We have not answered definitively the question of whether Jesus is an absolutely unique person and absolutely decisive for human history, or whether he is merely the primordial model of human existence. Is he different in kind, or only in quality? There are, as we have seen, ways in which process philosophy can be used to argue both positions. Christian tradition, until relatively recently, has been very careful to insist upon an absolute distinction between the person of Jesus and other human persons. Is this absolute a part of the original Christian experience, or is it rather the result of the Hellenic concept of God that underlay the Christological dogmas? To put the question in another way, is it necessary to hold Jesus’ absolute distinctiveness as divine if one’s philosophy does not hold God’s absolute distinctiveness from the world? Is it not accurate to say that the divinity of Jesus is represented more by the way in which he was really related to God than by the way in which he was unrelated to the world? And if his relation to God constitutes the ideal relation for every man (even though it may be impossible to realize this ideal in every successive occasion the way it was realized in Jesus), can we not say that what best characterizes the divinity of Jesus is precisely that he was ideally human?

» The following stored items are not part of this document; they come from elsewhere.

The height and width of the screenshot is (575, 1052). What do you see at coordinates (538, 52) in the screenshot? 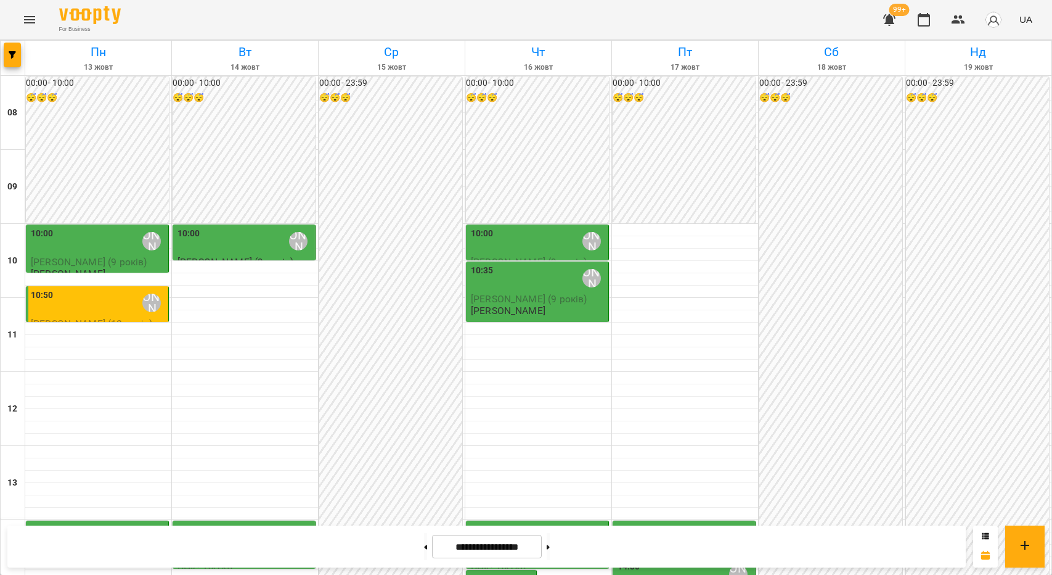
I see `h6: Чт` at bounding box center [538, 52].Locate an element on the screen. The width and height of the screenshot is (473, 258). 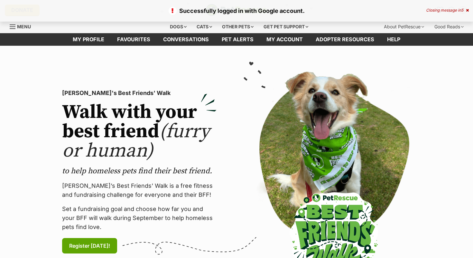
a: My account is located at coordinates (285, 39).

This line of reasoning can put aside the old notion that uniqueness requires an absolute distinction from all other reality. Instead, it suggests that uniqueness can be a relative term, and that Jesus is in fact unique because in his humanity he is a more perfect model of ideal humanity than has ever existed, or, we may believe, will ever exist in the future. Since man is most ideally human when he responds to the immanence of God in every occasion of his continuity, both by the realization of God’s initial aim and by his positively prehending God. Jesus is most divine when he is most ideally human. He is divine not because of an absolute difference from other men, but because of the realization of divinity within him. For divinity does not :1 require such a difference; indeed it denies such a difference, since the God who is immanent in Jesus is the God in whose consequent nature the world is immanent. The very nature of God in process theology rejects such an absolute distinction between Jesus and the rest of humanity, except as an abstract mode of speaking.

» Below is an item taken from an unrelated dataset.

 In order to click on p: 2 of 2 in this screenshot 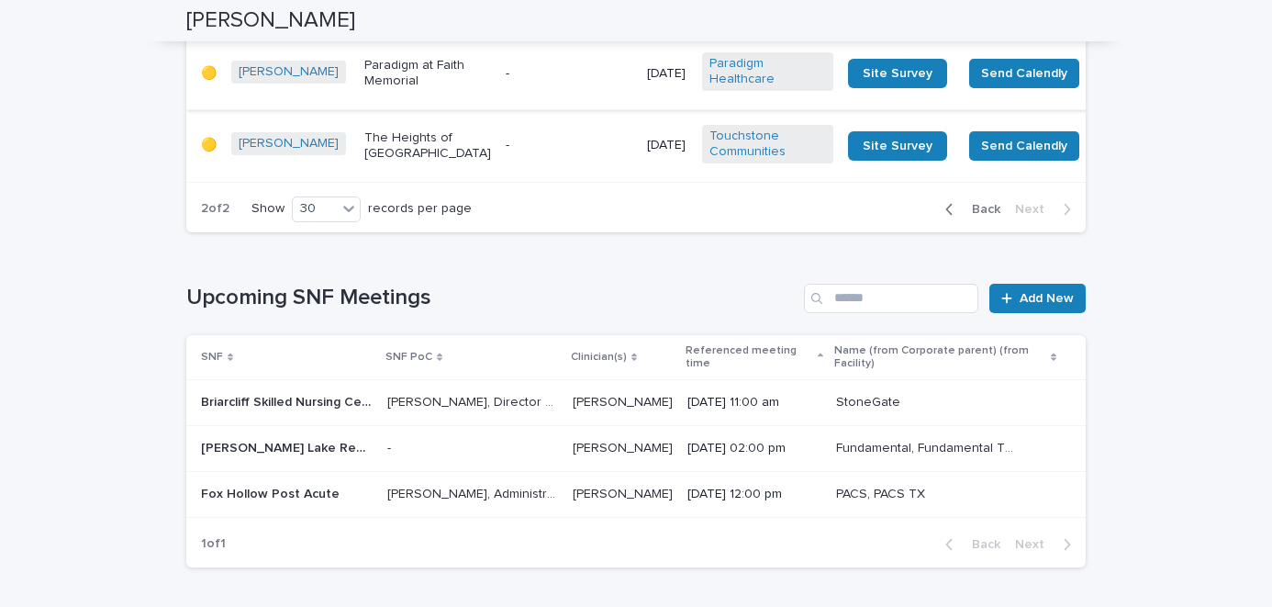, I will do `click(215, 208)`.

Jesus is really related to God, and really related to man, just as God is really related to man. The mode of Jesus’ relation to God, however, is such that God is experienced as uniquely present in him. This relation, which constitutes his divinity, in no way renders him different from us, but more an intimate part of us. He is divine because he is the primordial exemplification of God’s immanence in the world, and our ultimate immanence in God. In him we are freed to discover the divinity in each new occasion of life. Jesus is thus the primordial model of human life lived in freedom and love. In him man can find both his meaning and his Savior.